Simon's snapshots #15

Racing History
Alain-de-Cadenet.jpg
display_1b8542132c

Vintage Sports Car Club, Oulton Park, June 18 1977

At the time there were fears of perhaps terminal decline. Oulton Park, one of the world’s best inventions, had been sliced almost in two from the second meeting of 1975 and the long run to the banked Esso hairpin had since lain dormant, ditto the return loop over Hill Top. As a consequence, Knickerbrook was no longer approached at anything like the speed that made it one of British racing’s foremost challenges.

Still, the sawn-off circuit had its compensations: the shorter layout meant races tended to be 15 laps rather than 10, so we saw the cars more frequently, and Fosters – the new corner linking Cascades to Knickerbrook, named in honour of long-time circuit manager Rex Foster – was a fun place to watch. Cascades was now much more open, significantly faster, awkwardly cambered… and drivers didn’t have a great deal of time to get their cars settled, stopped and turned for the new right-hander. It was a popular – and frequently spectacular – passing place. (This didn’t work if you started your move from somewhere near Manchester Airport, as Ayrton Senna discovered when clattering into Martin Brundle during an F3 tussle on August 6 1983).

Just a few months later, Senna would not have been able contemplate such a manoeuvre. There was great joy among local aficionados when the longer circuit reopened in 1984, initially as far as the new Island hairpin and subsequently all the way to Esso (now confusingly called Shell). To this day the long circuit remains majestic, even with a couple of chicanes to tame speeds on the way to and through Knickerbrook, but just occasionally I yearn for the frantic scrabbling sounds of the Fosters braking zone.

The short circuit continues to operate, but rarely so. It was used only once in 2014, but will be twice as busy this year with a BRSCC meeting on April 11 and – for the first time since 2010 – the return of the Vintage Sports Car Club. In honour of which, here is a particularly grainy snap – taken from a spectator bank, with 250mm lens – from a VSCC meeting 38 summers ago. Alain de Cadenet slides his Alfa Romeo through Fosters ahead of Peter Merritt’s HW Alta, during a 20-lap scratch race for all comers.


*WHAT YOU WILL DO*
Repeat every line of the listing below exactly, minus the pictures.

*AVAILABLE RECORDS*
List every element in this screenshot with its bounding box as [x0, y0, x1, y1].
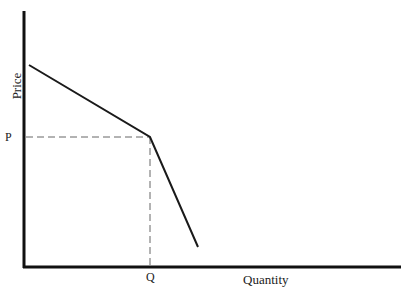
- x-axis-label: Quantity: [243, 272, 289, 288]
- demand-curve: [29, 65, 198, 247]
- price-marker-label: P: [5, 130, 12, 145]
- quantity-marker-label: Q: [146, 270, 155, 285]
- kinked-demand-diagram: [0, 0, 410, 293]
- y-axis-label: Price: [9, 66, 25, 106]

*THE ANSWER*
List every element in this screenshot with its bounding box as [x0, y0, x1, y1].
- x-axis-label: Quantity: [243, 272, 289, 288]
- demand-curve: [29, 65, 198, 247]
- price-marker-label: P: [5, 130, 12, 145]
- quantity-marker-label: Q: [146, 270, 155, 285]
- kinked-demand-diagram: [0, 0, 410, 293]
- y-axis-label: Price: [9, 66, 25, 106]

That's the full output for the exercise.